- What the task asks -
Where a line contains "This screenshot has", begin there and restate word for word every line to the end of the entries below, pictures excluded.

Collected data entries
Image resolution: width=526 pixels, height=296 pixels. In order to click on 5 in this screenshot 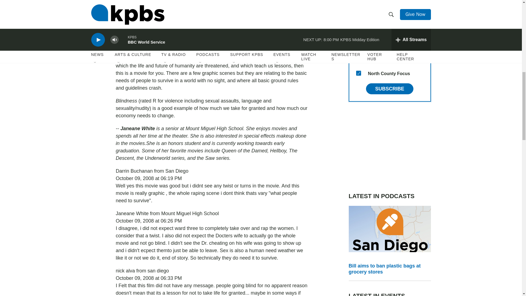, I will do `click(358, 7)`.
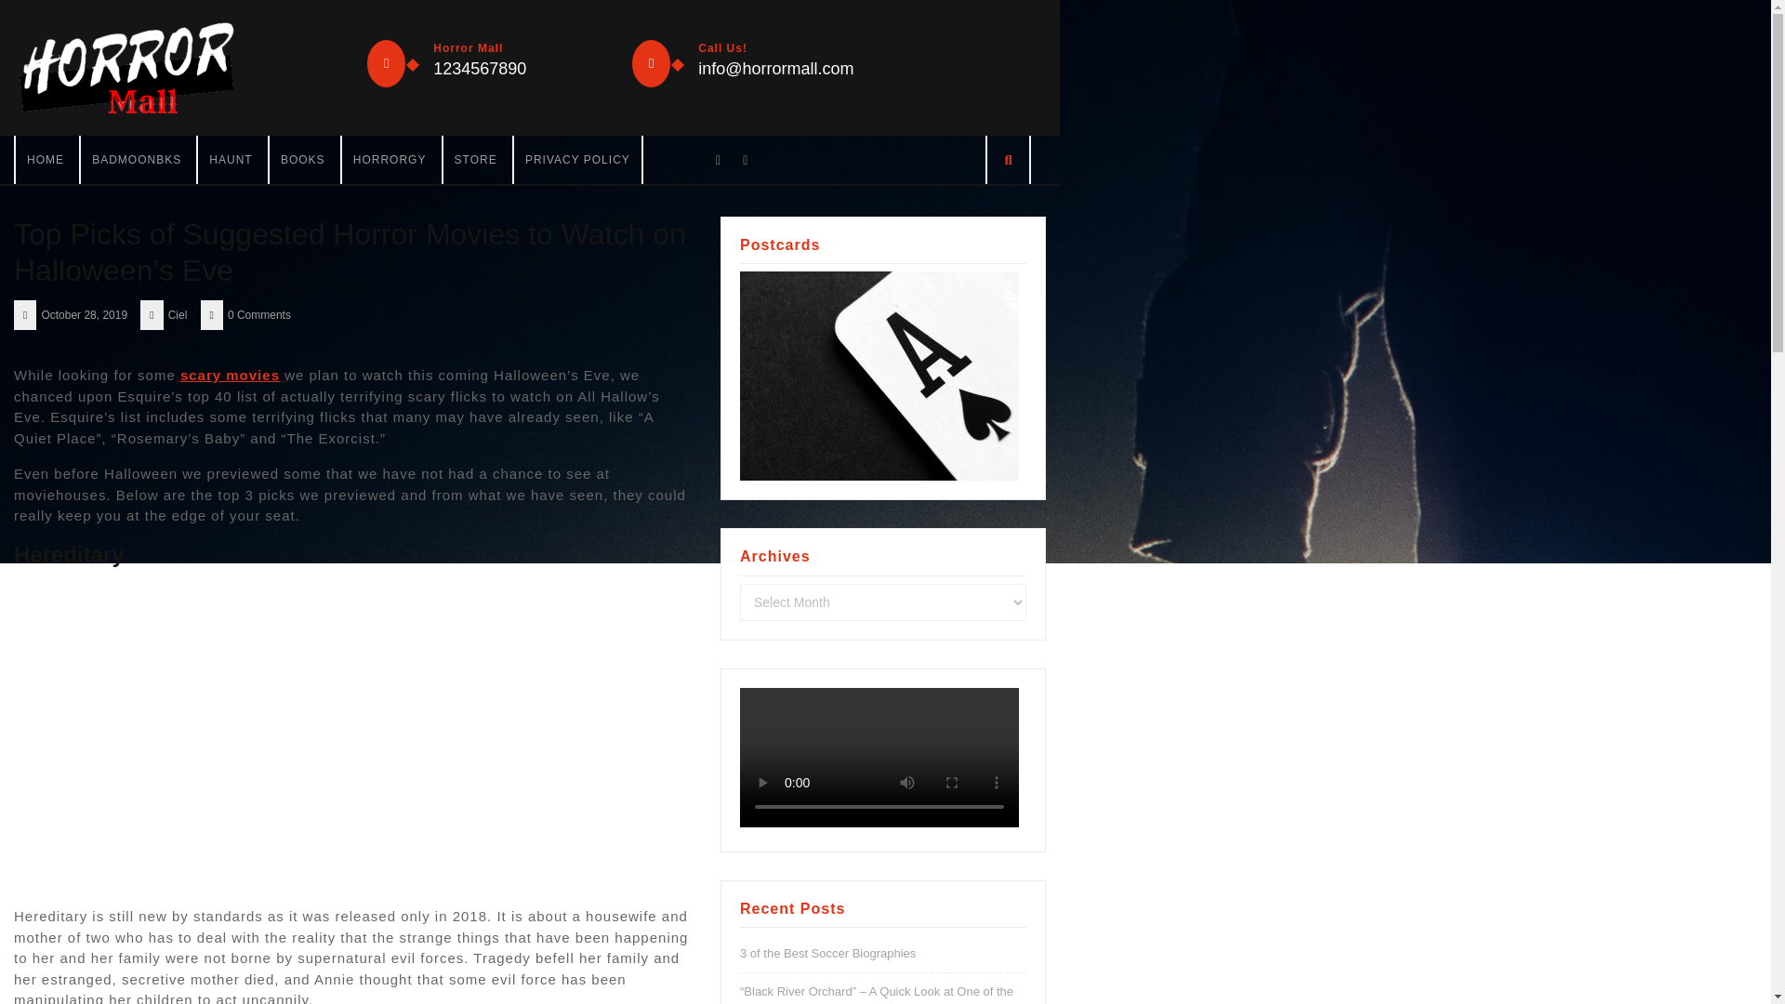 The image size is (1785, 1004). Describe the element at coordinates (476, 160) in the screenshot. I see `STORE` at that location.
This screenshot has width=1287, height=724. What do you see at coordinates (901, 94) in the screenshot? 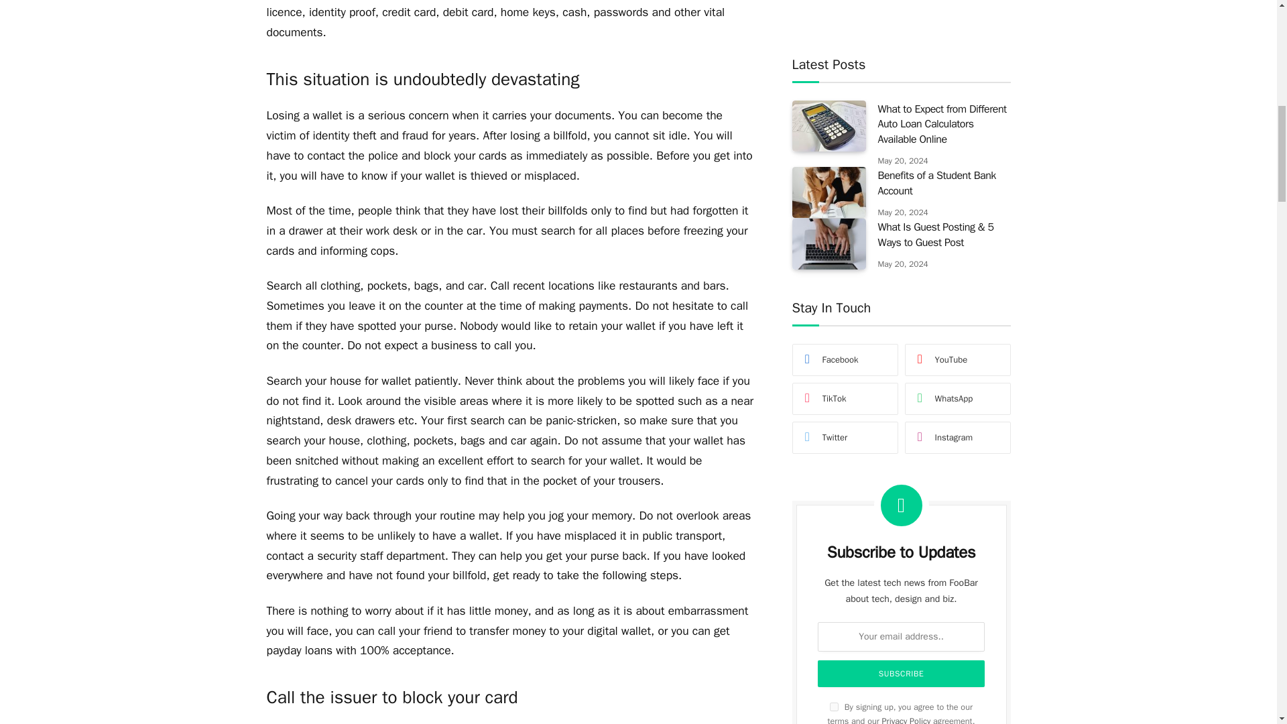
I see `Subscribe` at bounding box center [901, 94].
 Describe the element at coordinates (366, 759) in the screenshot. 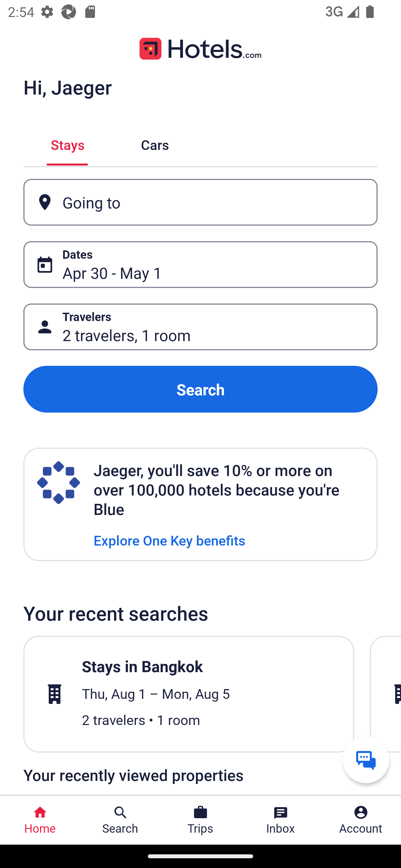

I see `Get help from a virtual agent` at that location.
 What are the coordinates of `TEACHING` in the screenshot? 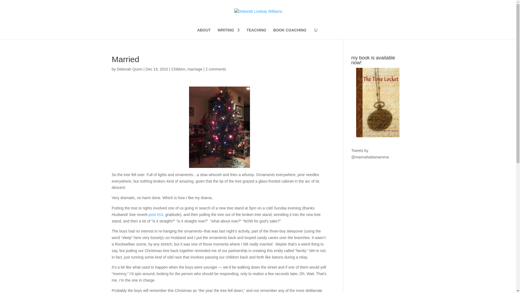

- Answer section -
This screenshot has width=1287, height=724. What do you see at coordinates (901, 94) in the screenshot? 
I see `Subscribe` at bounding box center [901, 94].
 Describe the element at coordinates (366, 759) in the screenshot. 

I see `Get help from a virtual agent` at that location.
 What are the coordinates of `TEACHING` in the screenshot? 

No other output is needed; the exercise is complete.